For short, unless you want to encode somewhat odd patterns in SPARQL: it usually makes sense to put OPTIONAL patterns in the end of your join groups. If you’re still unsure about some of your queries, just have a look at the semantics section in the official W3C specs.

Optimizations within Blazegraph 1.5.2

While the official SPARQL semantics uses a sequential approach, one key optimization approach of the Blazegraph query optimizer is to identify a semantics-preserving reordering of join groups in the query that minimizes the amount of work spent in evaluating the query. Thereby, amongst other heuristics (such as cardinality estimations for the individual triple patterns), optimizers typically try to evaluate non-optional patterns first (this holds particularly in the presence of more complex OPTIONAL expressions).

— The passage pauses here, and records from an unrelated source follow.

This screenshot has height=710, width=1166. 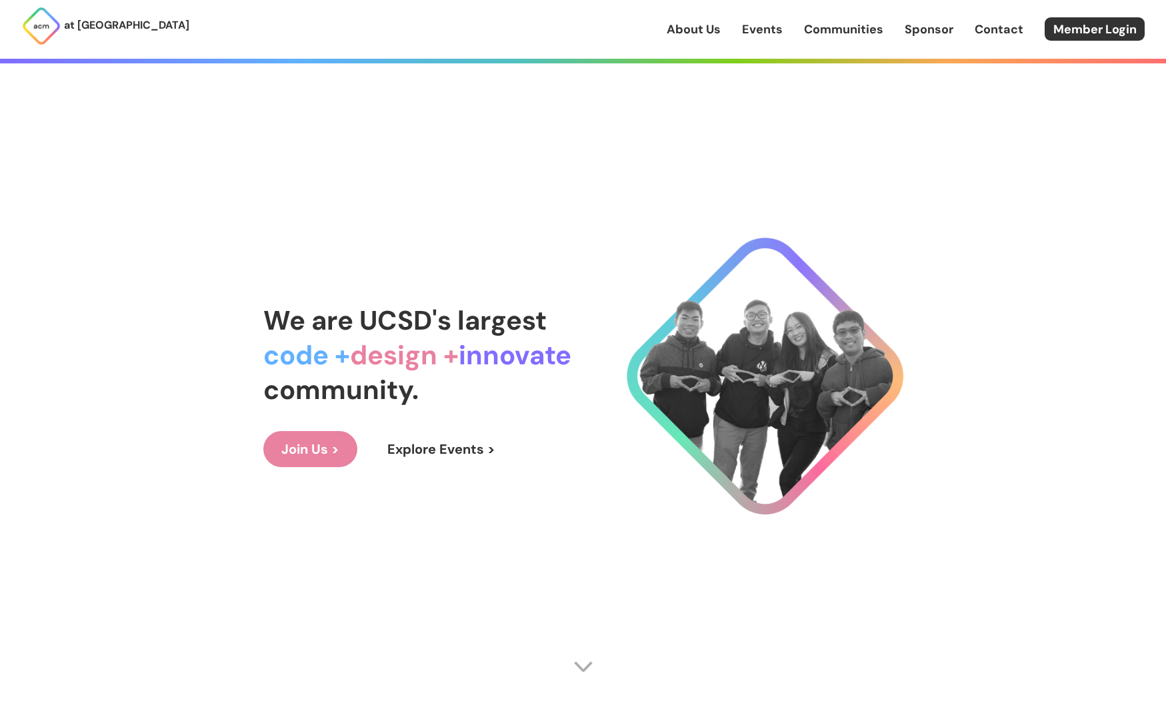 What do you see at coordinates (41, 26) in the screenshot?
I see `img: ACM Logo` at bounding box center [41, 26].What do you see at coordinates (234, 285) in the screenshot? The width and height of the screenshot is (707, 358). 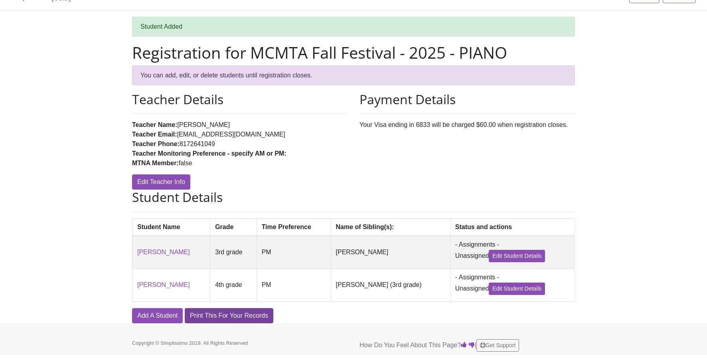 I see `td: 4th grade` at bounding box center [234, 285].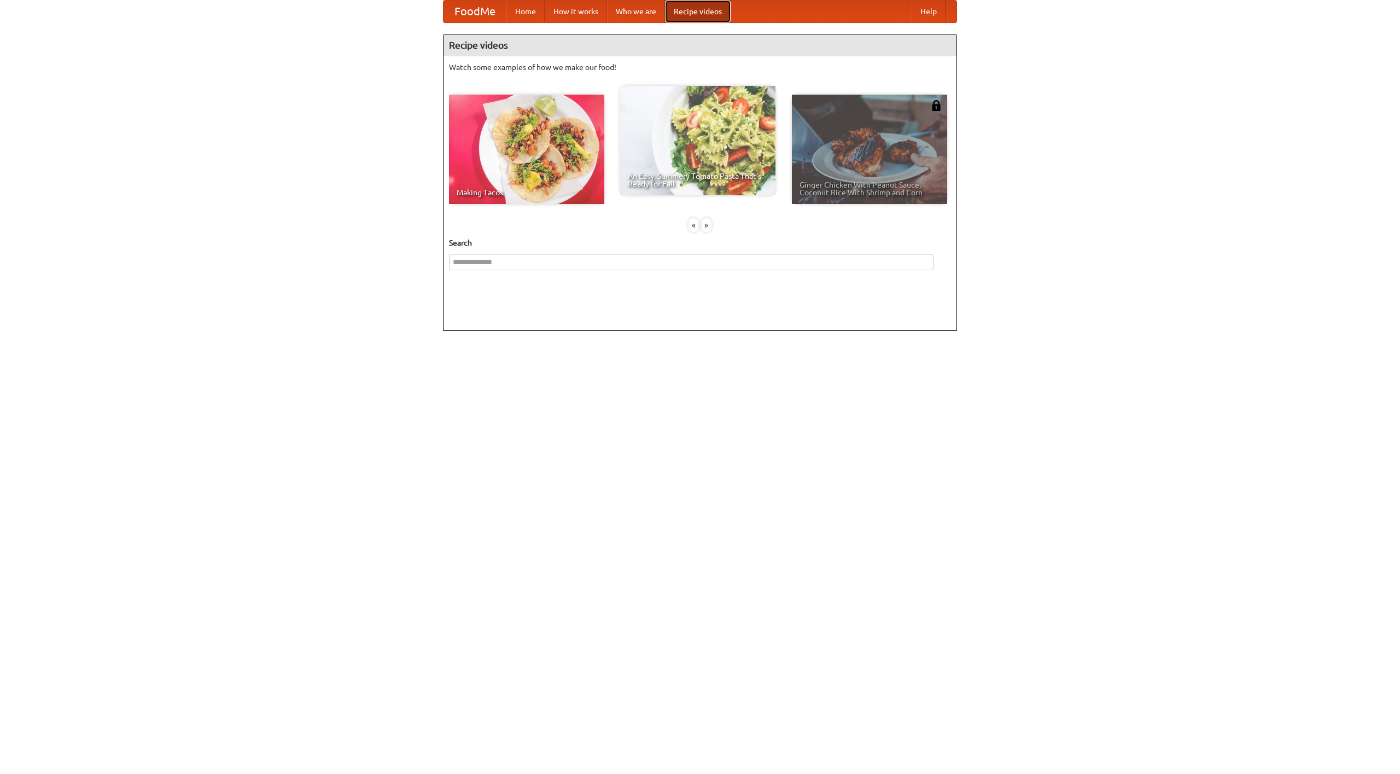 This screenshot has height=774, width=1400. Describe the element at coordinates (700, 67) in the screenshot. I see `p: Watch some examples of how we make our food!` at that location.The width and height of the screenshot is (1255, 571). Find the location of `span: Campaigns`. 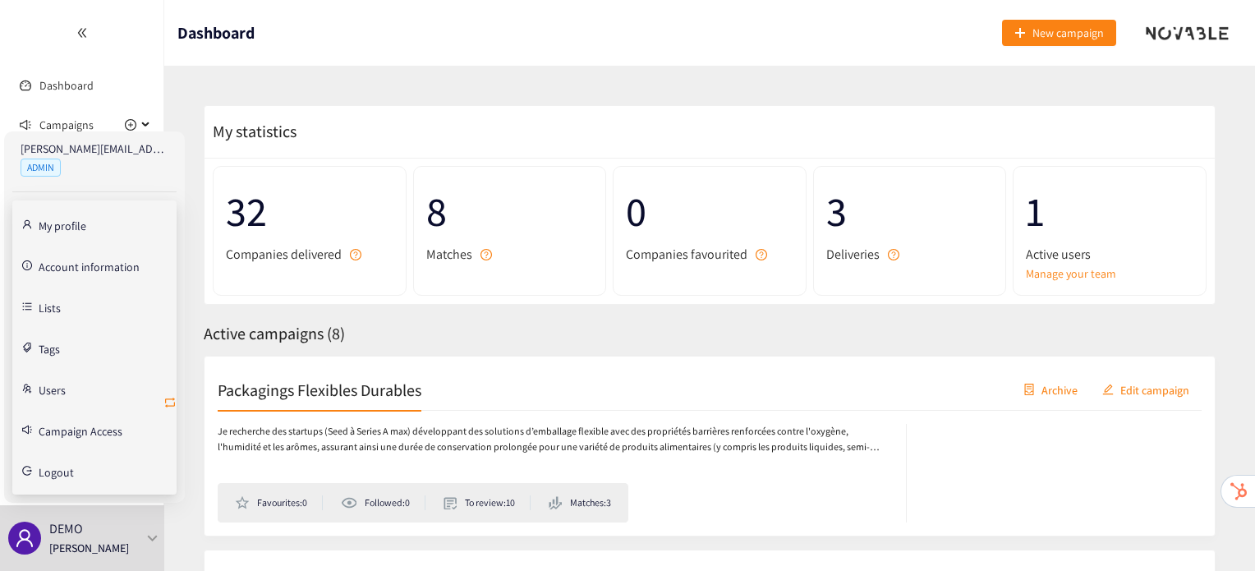

span: Campaigns is located at coordinates (67, 125).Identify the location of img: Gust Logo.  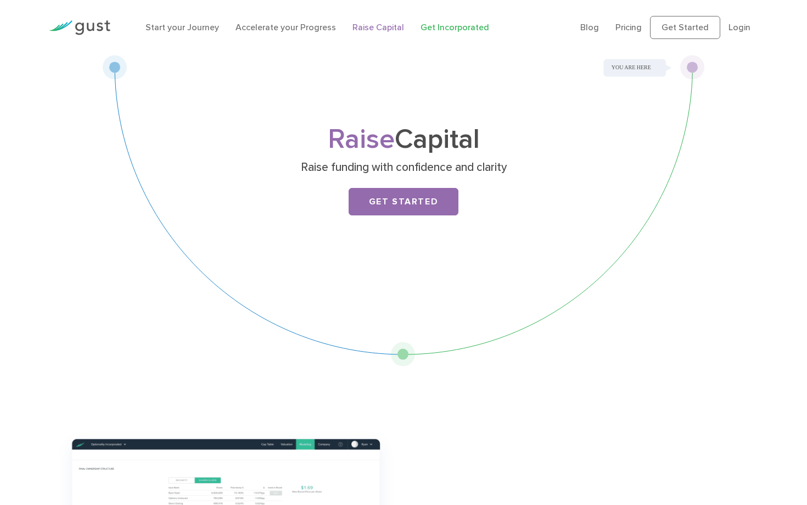
(80, 27). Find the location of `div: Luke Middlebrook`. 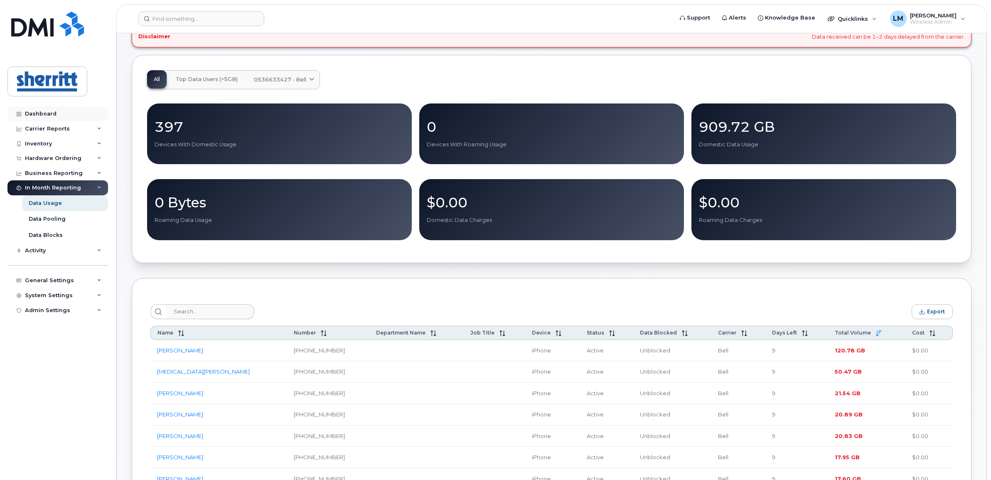

div: Luke Middlebrook is located at coordinates (928, 19).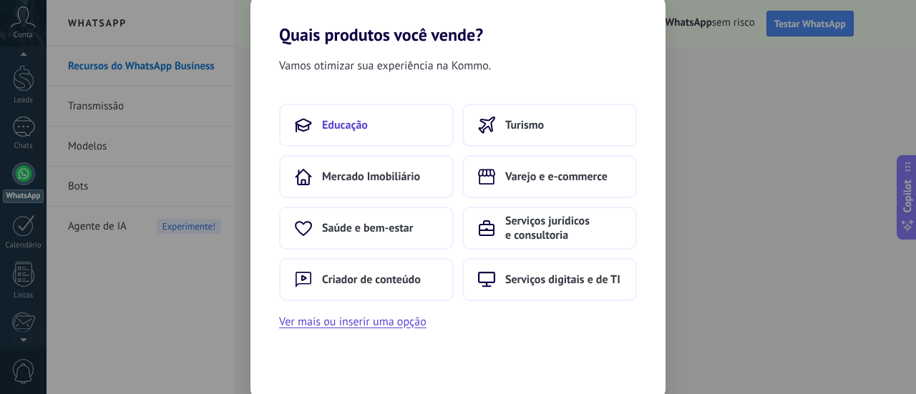  Describe the element at coordinates (550, 280) in the screenshot. I see `button: Serviços digitais e de TI` at that location.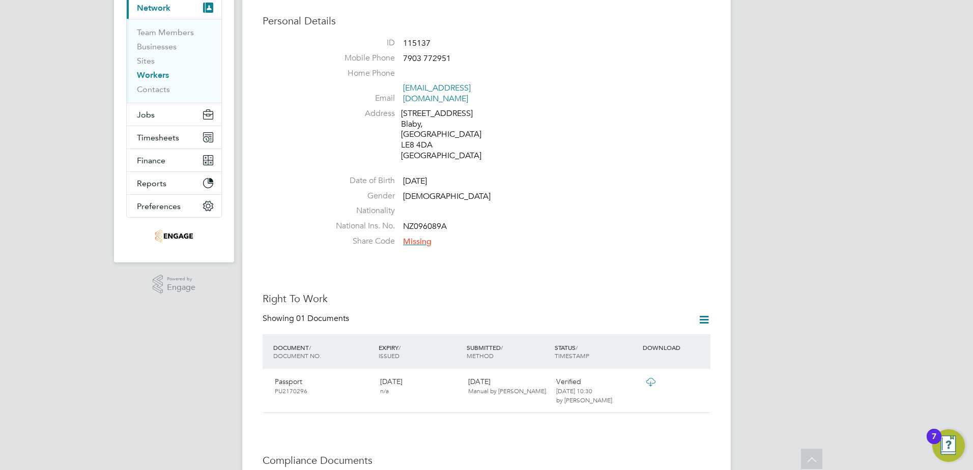 This screenshot has width=973, height=470. Describe the element at coordinates (427, 59) in the screenshot. I see `span: 7903 772951` at that location.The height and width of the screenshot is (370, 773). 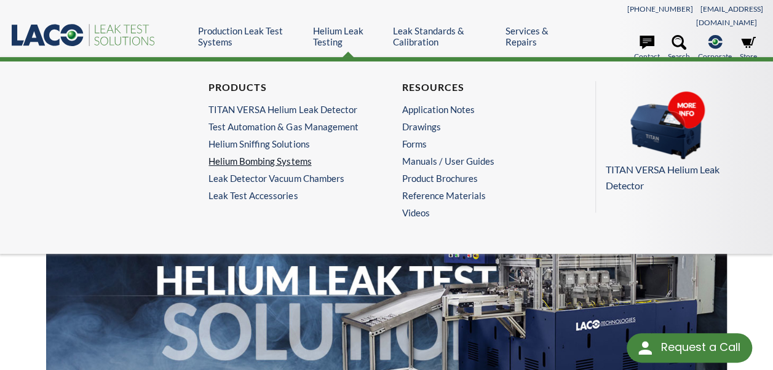 What do you see at coordinates (480, 87) in the screenshot?
I see `h4: Resources` at bounding box center [480, 87].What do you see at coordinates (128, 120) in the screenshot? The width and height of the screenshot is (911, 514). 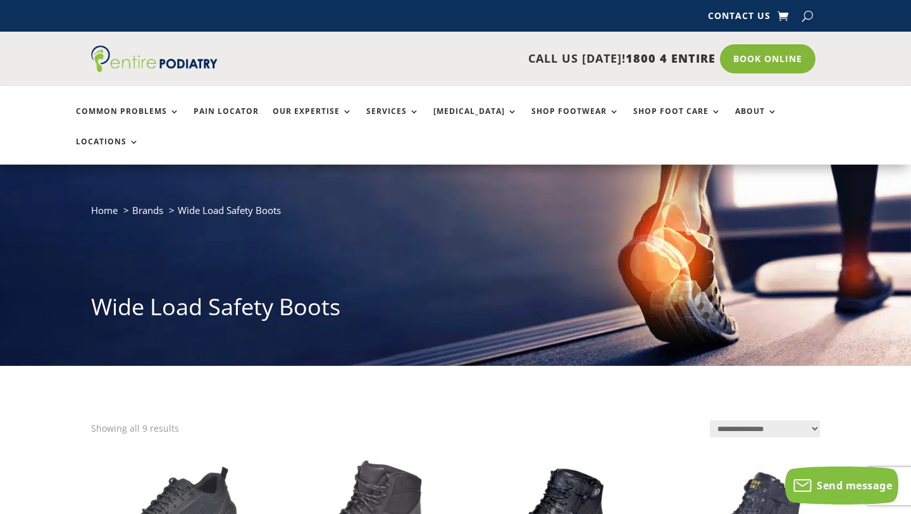 I see `a: Common Problems` at bounding box center [128, 120].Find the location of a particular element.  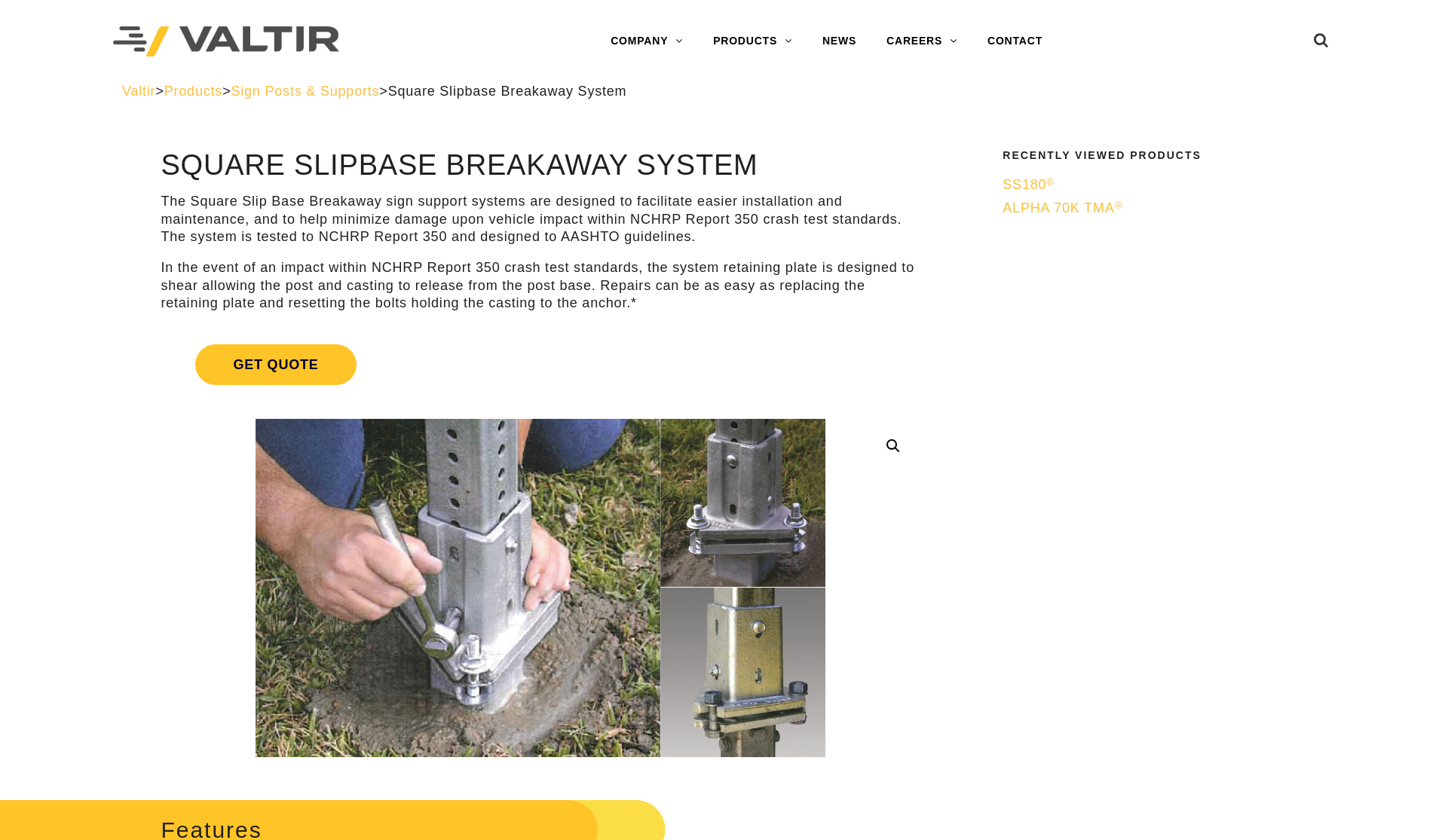

span: ALPHA 70K TMA is located at coordinates (1062, 208).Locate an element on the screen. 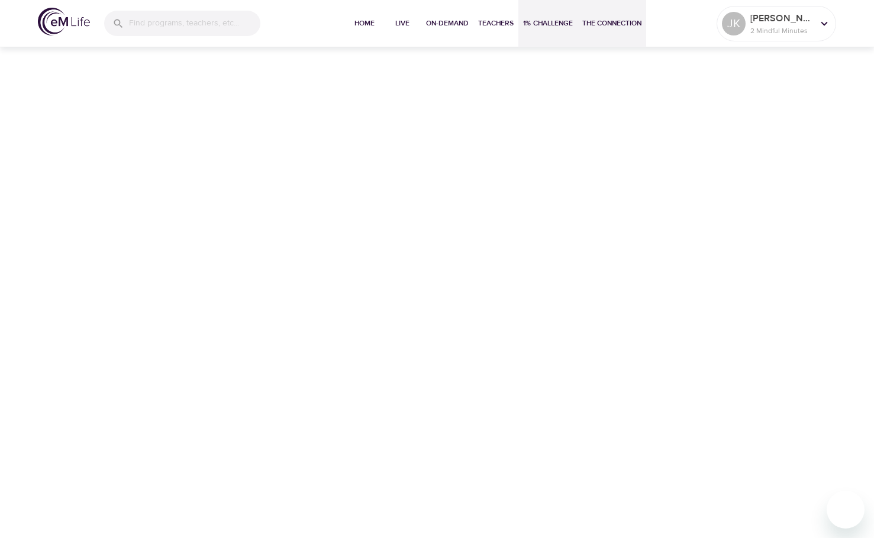 This screenshot has width=874, height=538. span: Home is located at coordinates (365, 23).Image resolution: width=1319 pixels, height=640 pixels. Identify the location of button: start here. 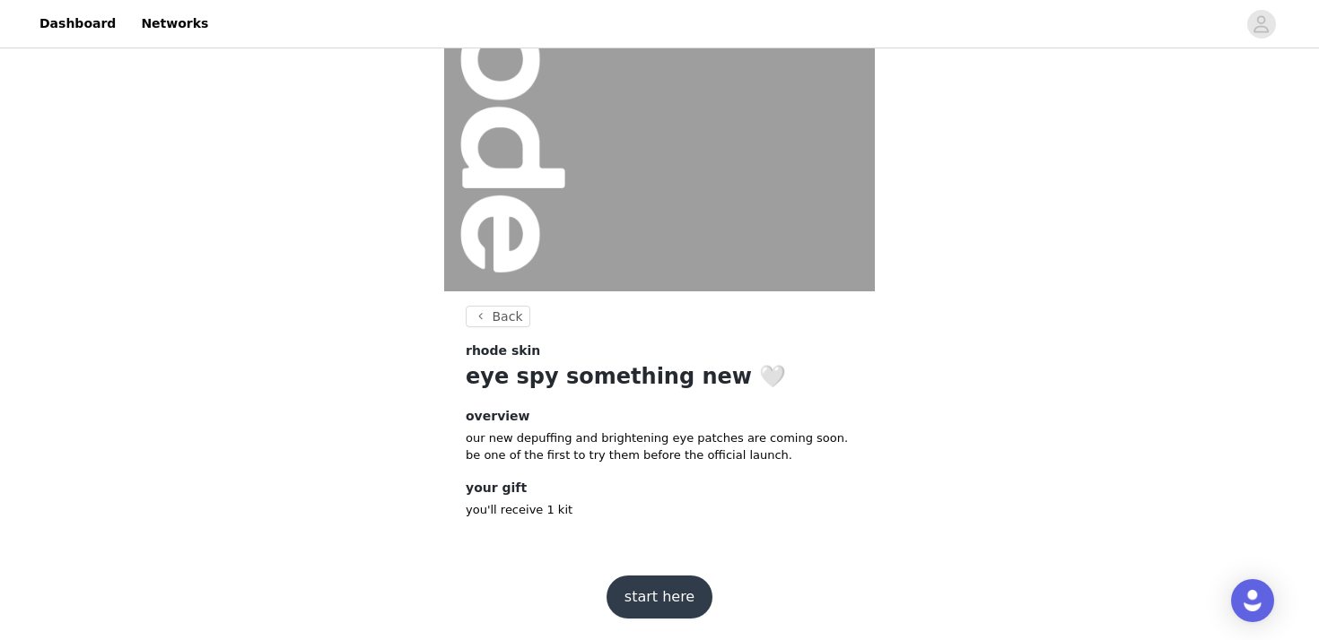
(659, 597). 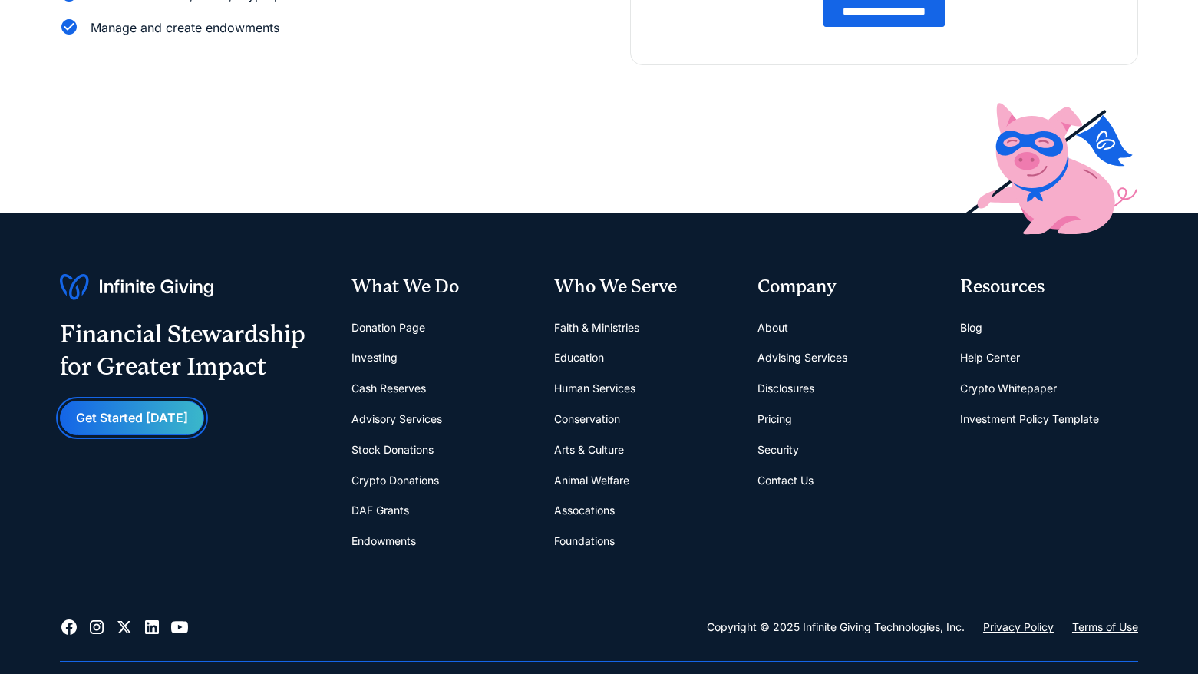 I want to click on a: About, so click(x=773, y=328).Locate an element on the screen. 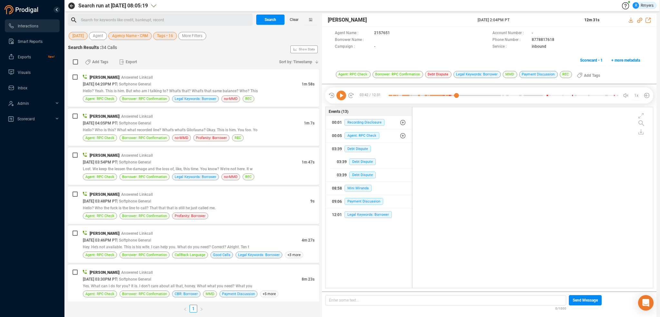  span: no-MMD is located at coordinates (181, 138).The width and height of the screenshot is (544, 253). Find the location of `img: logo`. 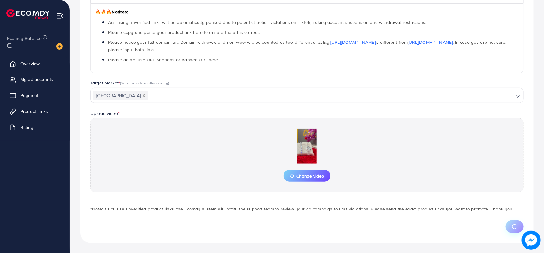

img: logo is located at coordinates (28, 14).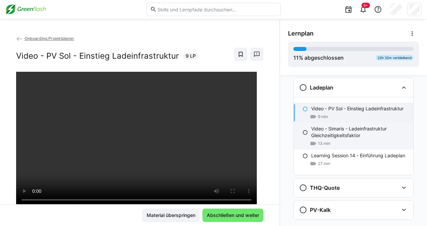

As a consequence, queries like those sketched above challenge the Blazegraph query optimizer: reordering must be done carefully and based on sound theoretical foundations, in order to retain the semantics of the original query within the rewriting process. In Blazegraph 1.5.2, we’ve reworked Blazegraph’s internal join group reordering strategy.

For instance, Blazegraph 1.5.2 is able to detect the equivalence transformations (as sketched in Q2a/Q2b) when evaluating queries and uses this knowledge to find more efficient query execution plans: if you run Q2b query above in Blazegraph and turn the EXPLAIN mode on, you’ll see that the OPTIONAL clause is moved to the end by the optimizer in the optimized abstract syntax tree.